#11: An Ecumenical Community

The eleventh understanding identifies us as an ecumenical community, refreshed by the many streams God has permitted (perhaps caused?) to flow through salvation history.  We neither conform to anyone else's expectations, nor do we need them to conform to ours.  The Understanding puts it quite bluntly, "Other people do not have to be the same as us."  Having lived among other forms of Christian community, this approach is refreshing as well as challenging.

I have just spent three days in retreat with a community of Benedictine sisters. Guests are made most welcome, and the little flyer in each room emphasizes the Benedictine practice of welcoming every visitor as Christ in their midst.  Guests are welcome to attend all of the services in the chapel, and I often saw residents from the surrounding village and town attending services.  The nuns pray the offices several times each day, and chant the psalms in Latin.  The chant is lovely, and I often find it carries me along in a very peaceful manner.  Once each day they celebrate the Mass.  And here I stumble every time.  I am, after all, a sister monastic, and a priest myself.  But my community is "ecumenical."  We welcome all to the table.  But these dear sisters are Roman Catholic, and do not recognize my affiliation.  

I know some folk who would choose to receive communion, regardless of the known stance of the Roman Catholic Church that communion is only open to those in good standing with Rome.  And there are others who stay away with resentment in their hearts -- why am I not good enough to eat at your table?  Jesus wouldn't care!

Of course Jesus wouldn't care.  I don't care.  But at this moment in history, at this monastery, these folks care.  And why would I want to be aggressive or resentful toward these very kind and loving people.  So here's how I resolved the dilemma this time.  I waited until all others in the "public" congregation had gone forward for communion, then went forward and asked the priest for a blessing.  (A working knowledge of ecclesiastical etiquette is sometimes a handy thing!)  I crossed my hands over my chest and bowed my head, and let him bless me.  A small thing, and sometimes a hard thing, to voluntarily forego the heavenly banquet, but done out of respect for my hosts, and in full knowledge that they don't need to be the same as me, they just have to be authentically themselves in God's sight, I think it was the right thing.

And I came home to the hermitage, and rejoiced both for being among my sisters in faith, and in coming home to my chosen path.  Neither is complete in itself, and I will take into Holy Week this year a fresh sense of the woundedness and separation that plagues the Universal Church.  And I will be grateful that I at least have made a choice for ecumenism, and freedom in the Spirit.  Blessed Be.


The required answer is each line in the entries below where "Save" occurs.

**SOURCE MATERIAL:**

________________________

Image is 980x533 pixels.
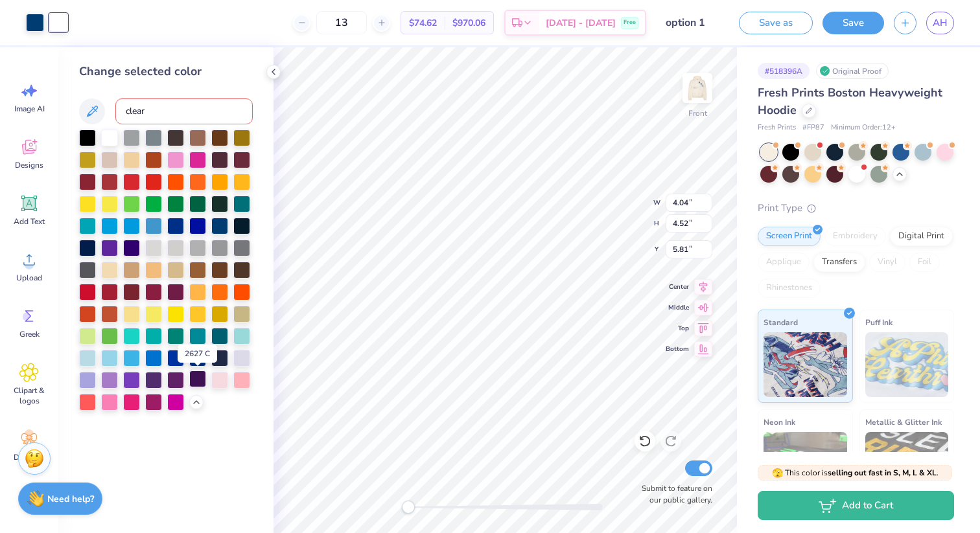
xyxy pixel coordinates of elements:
[684,75,710,101] img: Front
[802,123,825,134] span: # FP87
[666,323,689,333] span: Top
[909,252,940,272] div: Foil
[758,279,821,298] div: Rhinestones
[666,282,689,292] span: Center
[656,10,720,36] input: Untitled Design
[865,415,942,429] span: Metallic & Glitter Ink
[764,316,798,329] span: Standard
[816,63,889,79] div: Original Proof
[47,493,94,506] strong: Need help?
[16,273,42,283] span: Upload
[758,63,810,79] div: # 518396A
[546,16,616,29] span: [DATE] - [DATE]
[624,18,636,27] span: Free
[825,227,886,246] div: Embroidery
[813,252,865,272] div: Transfers
[758,491,954,521] button: Add to Cart
[14,104,45,114] span: Image AI
[758,227,821,246] div: Screen Print
[14,452,45,462] span: Decorate
[666,344,689,355] span: Bottom
[823,12,884,34] button: Save
[764,432,848,497] img: Neon Ink
[933,16,948,30] span: AH
[178,345,217,363] div: 2627 C
[316,11,367,34] input: – –
[15,160,43,170] span: Designs
[19,329,40,340] span: Greek
[8,386,51,406] span: Clipart & logos
[666,303,689,313] span: Middle
[764,415,795,429] span: Neon Ink
[865,333,949,397] img: Puff Ink
[635,483,712,506] label: Submit to feature on our public gallery.
[14,216,45,227] span: Add Text
[758,252,810,272] div: Applique
[758,85,942,118] span: Fresh Prints Boston Heavyweight Hoodie
[772,467,783,479] span: 🫣
[452,16,486,29] span: $970.06
[758,123,796,134] span: Fresh Prints
[926,12,954,34] a: AH
[79,63,253,80] div: Change selected color
[772,467,939,479] span: This color is .
[831,123,896,134] span: Minimum Order: 12 +
[828,468,937,478] strong: selling out fast in S, M, L & XL
[890,227,953,246] div: Digital Print
[870,252,906,272] div: Vinyl
[739,12,813,34] button: Save as
[764,333,848,397] img: Standard
[865,432,949,497] img: Metallic & Glitter Ink
[115,99,253,124] input: e.g. 7428 c
[402,501,415,514] div: Accessibility label
[865,316,893,329] span: Puff Ink
[409,16,437,29] span: $74.62
[688,108,708,119] div: Front
[758,201,954,216] div: Print Type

________________________

**RESPONSE TO THE TASK:**
[823,12,884,34] button: Save
[739,12,813,34] button: Save as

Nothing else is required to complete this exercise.